Abstract
The sustainable management of ageing cast iron trunk mains requires balancing maintenance needs with their long-term effects on corrosion behaviour. This study investigates how localised maintenance actions, activities which involve repairing leaks, condition assessments and installing fittings, together with the application of barrier mitigation techniques and corrosion inhibitors, influence the graphitic corrosion of cast iron using aqueous and soil corrosion cells. Electrochemical monitoring: open-circuit potential (OCP), electrochemical noise (ECN), and linear polarisation resistance (LPR), enabled comparative analysis of corrosion activity across varying surface conditions and mitigation approaches.
Aqueous corrosion cell tests were used to establish reference corrosion behaviour, and evaluating the impact of alkaline environments, corrosion inhibitors, and double-cell configurations. The results confirmed that initial surface condition can affect mitigation performance and that interventions applied on one surface of a cast iron section do not interact with or influence corrosion processes on the opposite side.
Soil corrosion cell experiments simulated buried conditions in London Clay with uncoated, partially coated, poorly coated, and fully coated samples. Partial and defective coatings did not exacerbate localised corrosion at coating interfaces. Fully coated samples showed the lowest electrochemical activity, while coatings and inhibitors provided surface-condition-dependent suppression. Microscopy validated these findings, showing no boundary-induced corrosion but confirmed the persistence of pre-existing graphitic corrosion beneath coatings.
OCP and ECN data indicated reduced corrosion activity when mitigation had been applied, though LPR measurements showed minimal change in corrosion current, suggesting the persistence of corrosion under pseudo-passive conditions. From an asset management perspective, the simulated maintenance interventions investigated were found not to accelerate deterioration from a corrosion perspective but may have limited effect on on-going graphitic corrosion, which continues at rates typically observed in cast iron pipes in service (0.05–0.2 mmpy).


Requirement. Each entry that follows should be retyped in full and exactly.

BEGIN Source material

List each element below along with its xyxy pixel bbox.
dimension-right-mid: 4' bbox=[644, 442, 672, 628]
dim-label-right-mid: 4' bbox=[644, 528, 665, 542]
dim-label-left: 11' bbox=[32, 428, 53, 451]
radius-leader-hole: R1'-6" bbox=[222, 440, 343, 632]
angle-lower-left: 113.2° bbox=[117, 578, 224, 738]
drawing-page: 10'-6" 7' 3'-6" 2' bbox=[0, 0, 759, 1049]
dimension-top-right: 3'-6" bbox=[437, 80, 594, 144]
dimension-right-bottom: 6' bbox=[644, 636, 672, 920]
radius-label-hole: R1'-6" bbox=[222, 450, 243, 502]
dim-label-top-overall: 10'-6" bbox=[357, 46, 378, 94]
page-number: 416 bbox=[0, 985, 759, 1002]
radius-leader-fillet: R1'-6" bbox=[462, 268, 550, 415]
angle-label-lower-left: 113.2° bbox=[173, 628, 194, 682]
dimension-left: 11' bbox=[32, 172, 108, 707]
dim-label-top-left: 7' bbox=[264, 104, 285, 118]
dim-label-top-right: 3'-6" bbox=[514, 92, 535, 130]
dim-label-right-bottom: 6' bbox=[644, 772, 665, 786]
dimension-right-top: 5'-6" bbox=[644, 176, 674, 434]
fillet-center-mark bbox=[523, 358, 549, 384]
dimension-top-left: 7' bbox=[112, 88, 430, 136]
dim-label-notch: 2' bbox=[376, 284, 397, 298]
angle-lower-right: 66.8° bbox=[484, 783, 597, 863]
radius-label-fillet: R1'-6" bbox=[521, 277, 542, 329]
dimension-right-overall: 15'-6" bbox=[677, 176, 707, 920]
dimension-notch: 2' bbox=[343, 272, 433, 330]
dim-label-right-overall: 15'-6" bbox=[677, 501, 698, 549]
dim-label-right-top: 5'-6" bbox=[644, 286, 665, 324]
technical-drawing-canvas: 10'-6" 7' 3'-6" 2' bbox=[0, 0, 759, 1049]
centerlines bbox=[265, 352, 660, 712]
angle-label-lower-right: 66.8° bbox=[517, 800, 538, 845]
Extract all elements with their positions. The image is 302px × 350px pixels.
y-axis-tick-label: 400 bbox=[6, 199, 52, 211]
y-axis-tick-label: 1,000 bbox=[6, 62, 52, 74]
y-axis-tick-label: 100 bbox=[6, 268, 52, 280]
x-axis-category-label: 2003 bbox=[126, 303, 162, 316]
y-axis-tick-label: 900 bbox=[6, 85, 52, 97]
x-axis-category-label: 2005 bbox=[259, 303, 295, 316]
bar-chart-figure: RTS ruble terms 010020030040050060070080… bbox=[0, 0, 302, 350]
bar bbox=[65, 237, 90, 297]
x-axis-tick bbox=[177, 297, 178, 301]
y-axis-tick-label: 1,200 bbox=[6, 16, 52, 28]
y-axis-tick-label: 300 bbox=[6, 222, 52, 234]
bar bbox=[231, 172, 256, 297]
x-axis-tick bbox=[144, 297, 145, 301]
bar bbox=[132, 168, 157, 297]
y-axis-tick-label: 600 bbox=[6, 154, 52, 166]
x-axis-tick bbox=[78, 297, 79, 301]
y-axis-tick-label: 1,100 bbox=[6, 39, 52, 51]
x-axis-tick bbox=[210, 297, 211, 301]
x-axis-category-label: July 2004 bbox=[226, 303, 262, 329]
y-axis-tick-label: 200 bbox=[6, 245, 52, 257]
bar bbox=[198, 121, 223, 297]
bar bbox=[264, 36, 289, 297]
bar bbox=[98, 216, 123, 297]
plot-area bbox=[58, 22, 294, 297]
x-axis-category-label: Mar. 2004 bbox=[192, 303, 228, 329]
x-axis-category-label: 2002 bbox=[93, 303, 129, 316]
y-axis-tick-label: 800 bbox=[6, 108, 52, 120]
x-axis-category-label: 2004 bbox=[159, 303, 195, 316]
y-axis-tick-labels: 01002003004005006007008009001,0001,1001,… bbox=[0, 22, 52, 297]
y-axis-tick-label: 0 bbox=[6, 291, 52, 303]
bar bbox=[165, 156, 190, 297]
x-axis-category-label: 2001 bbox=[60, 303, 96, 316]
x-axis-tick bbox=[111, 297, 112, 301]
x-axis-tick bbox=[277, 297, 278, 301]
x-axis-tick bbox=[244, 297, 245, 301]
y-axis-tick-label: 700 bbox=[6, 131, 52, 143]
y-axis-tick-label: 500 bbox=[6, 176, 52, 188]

END Source material

Answer.
List each element below along with its xyxy pixel bbox.
dimension-right-mid: 4' bbox=[644, 442, 672, 628]
dim-label-right-mid: 4' bbox=[644, 528, 665, 542]
dim-label-left: 11' bbox=[32, 428, 53, 451]
radius-leader-hole: R1'-6" bbox=[222, 440, 343, 632]
angle-lower-left: 113.2° bbox=[117, 578, 224, 738]
drawing-page: 10'-6" 7' 3'-6" 2' bbox=[0, 0, 759, 1049]
dimension-top-right: 3'-6" bbox=[437, 80, 594, 144]
dimension-right-bottom: 6' bbox=[644, 636, 672, 920]
radius-label-hole: R1'-6" bbox=[222, 450, 243, 502]
dim-label-top-overall: 10'-6" bbox=[357, 46, 378, 94]
page-number: 416 bbox=[0, 985, 759, 1002]
radius-leader-fillet: R1'-6" bbox=[462, 268, 550, 415]
angle-label-lower-left: 113.2° bbox=[173, 628, 194, 682]
dimension-left: 11' bbox=[32, 172, 108, 707]
dim-label-top-left: 7' bbox=[264, 104, 285, 118]
dim-label-top-right: 3'-6" bbox=[514, 92, 535, 130]
dim-label-right-bottom: 6' bbox=[644, 772, 665, 786]
dimension-right-top: 5'-6" bbox=[644, 176, 674, 434]
fillet-center-mark bbox=[523, 358, 549, 384]
dimension-top-left: 7' bbox=[112, 88, 430, 136]
dim-label-notch: 2' bbox=[376, 284, 397, 298]
angle-lower-right: 66.8° bbox=[484, 783, 597, 863]
radius-label-fillet: R1'-6" bbox=[521, 277, 542, 329]
dimension-right-overall: 15'-6" bbox=[677, 176, 707, 920]
dimension-notch: 2' bbox=[343, 272, 433, 330]
dim-label-right-overall: 15'-6" bbox=[677, 501, 698, 549]
dim-label-right-top: 5'-6" bbox=[644, 286, 665, 324]
technical-drawing-canvas: 10'-6" 7' 3'-6" 2' bbox=[0, 0, 759, 1049]
centerlines bbox=[265, 352, 660, 712]
angle-label-lower-right: 66.8° bbox=[517, 800, 538, 845]
Extract all elements with their positions. The image is 302px × 350px pixels.
y-axis-tick-label: 400 bbox=[6, 199, 52, 211]
y-axis-tick-label: 1,000 bbox=[6, 62, 52, 74]
y-axis-tick-label: 100 bbox=[6, 268, 52, 280]
x-axis-category-label: 2003 bbox=[126, 303, 162, 316]
y-axis-tick-label: 900 bbox=[6, 85, 52, 97]
x-axis-category-label: 2005 bbox=[259, 303, 295, 316]
bar-chart-figure: RTS ruble terms 010020030040050060070080… bbox=[0, 0, 302, 350]
bar bbox=[65, 237, 90, 297]
x-axis-tick bbox=[177, 297, 178, 301]
y-axis-tick-label: 1,200 bbox=[6, 16, 52, 28]
y-axis-tick-label: 300 bbox=[6, 222, 52, 234]
bar bbox=[231, 172, 256, 297]
x-axis-tick bbox=[144, 297, 145, 301]
bar bbox=[132, 168, 157, 297]
y-axis-tick-label: 600 bbox=[6, 154, 52, 166]
x-axis-tick bbox=[78, 297, 79, 301]
y-axis-tick-label: 1,100 bbox=[6, 39, 52, 51]
x-axis-tick bbox=[210, 297, 211, 301]
x-axis-category-label: July 2004 bbox=[226, 303, 262, 329]
y-axis-tick-label: 200 bbox=[6, 245, 52, 257]
bar bbox=[198, 121, 223, 297]
bar bbox=[264, 36, 289, 297]
bar bbox=[98, 216, 123, 297]
plot-area bbox=[58, 22, 294, 297]
x-axis-category-label: Mar. 2004 bbox=[192, 303, 228, 329]
x-axis-category-label: 2002 bbox=[93, 303, 129, 316]
y-axis-tick-label: 800 bbox=[6, 108, 52, 120]
x-axis-category-label: 2004 bbox=[159, 303, 195, 316]
y-axis-tick-labels: 01002003004005006007008009001,0001,1001,… bbox=[0, 22, 52, 297]
y-axis-tick-label: 0 bbox=[6, 291, 52, 303]
bar bbox=[165, 156, 190, 297]
x-axis-category-label: 2001 bbox=[60, 303, 96, 316]
x-axis-tick bbox=[111, 297, 112, 301]
x-axis-tick bbox=[277, 297, 278, 301]
x-axis-tick bbox=[244, 297, 245, 301]
y-axis-tick-label: 700 bbox=[6, 131, 52, 143]
y-axis-tick-label: 500 bbox=[6, 176, 52, 188]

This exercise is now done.